The value of relational continuity needs to be explored in further research, and informed by better definition and measurement of all the attributes of the concept. The value of relational continuity from the patient and family’s perspective is needed, especially in terms of its importance in enabling patients to reach their health goals, and particularly in the case of chronic disease. Relational continuity also needs to be explored in the context of its potential value for those who do not typically access primary care. Does a trusting mutual relationship over time assist in preventing complexity in otherwise healthy people? We would suggest that this is at least plausible, but acknowledge that, currently, this is largely an open empirical question.
Conclusion
A robust understanding of relational continuity is needed, and we believe it goes well beyond the provider-centric perspective of a reliable connection between a patient and a physician, a team, or a practice over time. It also goes beyond notions of patient satisfaction. Relational continuity, we argue, is co-constructed between patients and primary care providers (and their teams), and is about adopting a shared accountability for understanding, communicating, and meeting a patient’s needs in a coordinated way—not just in primary care but across the entire system. We argue that when understood in this way, relational continuity forms the foundation for informational and management continuity. We suggest that the contribution of relational continuity is best captured by measures that give us a sense of how well the primary care provider and team are ensuring that the system wraps around the patient to provide continuous, accessible, person-centred, and comprehensive care. Without these dimensions, any measure of relational continuity is hollow.
Notes
Ways in which you can contribute to improving relational continuity in primary care
Commit to a patient population. Start with patients you are already seeing and take steps to establish mutual affiliation within an ongoing relationship focused on person-centred, comprehensive care
Understand your patient population’s needs. Create registries to track chronic diseases, risk factors, and prevention or management activities. Build on what you know about the patient and tie past visit information into current activity and future plans.
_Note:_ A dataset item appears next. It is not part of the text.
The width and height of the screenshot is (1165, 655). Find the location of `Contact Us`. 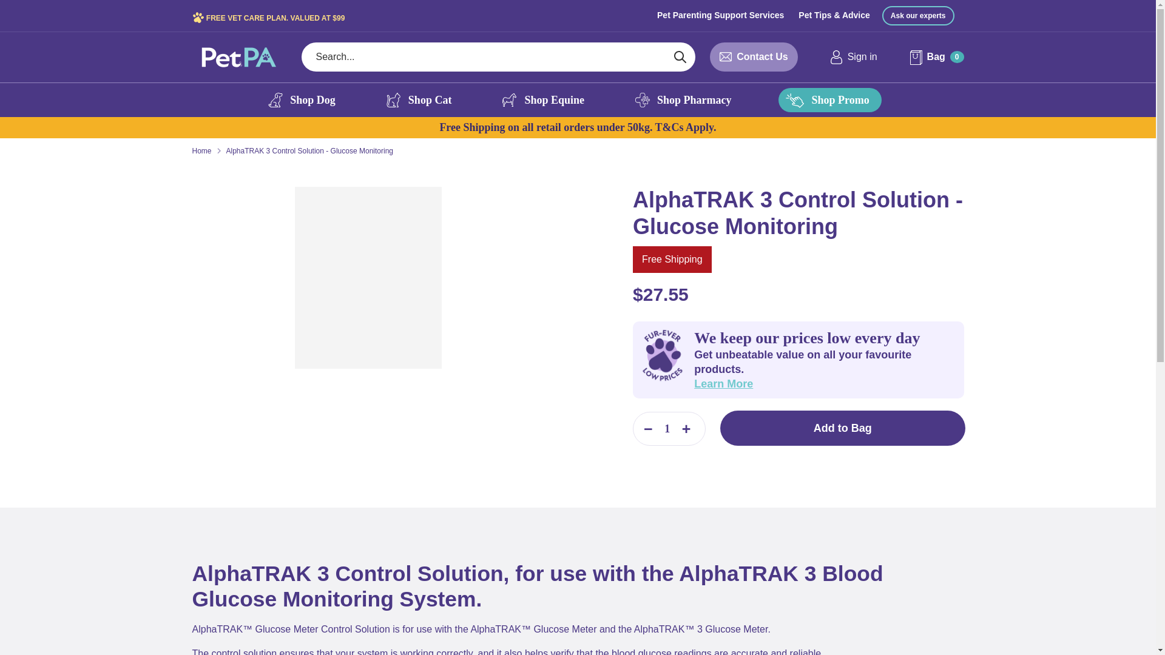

Get to know your patients and expect them to be accountable team members; understand their preferences and provide care in the context of family and community. View the relationship as ongoing and central to care anywhere in the system; use information systems to support this, and track and predict the demand for care that might come from your patient population and plan appropriately
Build a team around the patient population you are accountable to. The team needs to know the population and understand its changing needs over time. Team members must be visible, consistent, known to the patients, and clear about their roles and responsibilities
Be worth affiliating with. Organize how you deliver your care to be accountable, accessible, proactive, and aligned with the needs and preferences of the patient population. Commit to shared accountability for care, team development, and continuous quality improvement and measurement using proven strategies. Add measures as relevant to the population. Be proactive in managing patient needs, and search for opportunities to provide preventive care. Leverage technology to connect in ways that work for patients (eg, telephone, text, e-mail, websites) and use technology as a means to communicate or share monitoring data
Balance access and relational continuity. Team members must commit to supporting the primary patient-provider relationship and support the patient to see an appropriate member of the team in a timely manner. This means keeping handoffs between providers “warm” and as infrequent as possible
Footnotes
This article has been peer reviewed.
La traduction en français de cet article se trouve à www.cfp.ca dans la table des matières du numéro de février 2016 à la page e57.
Competing interests
None declared
The opinions expressed in commentaries are those of the authors. Publication does not imply endorsement by the College of Family Physicians of Canada.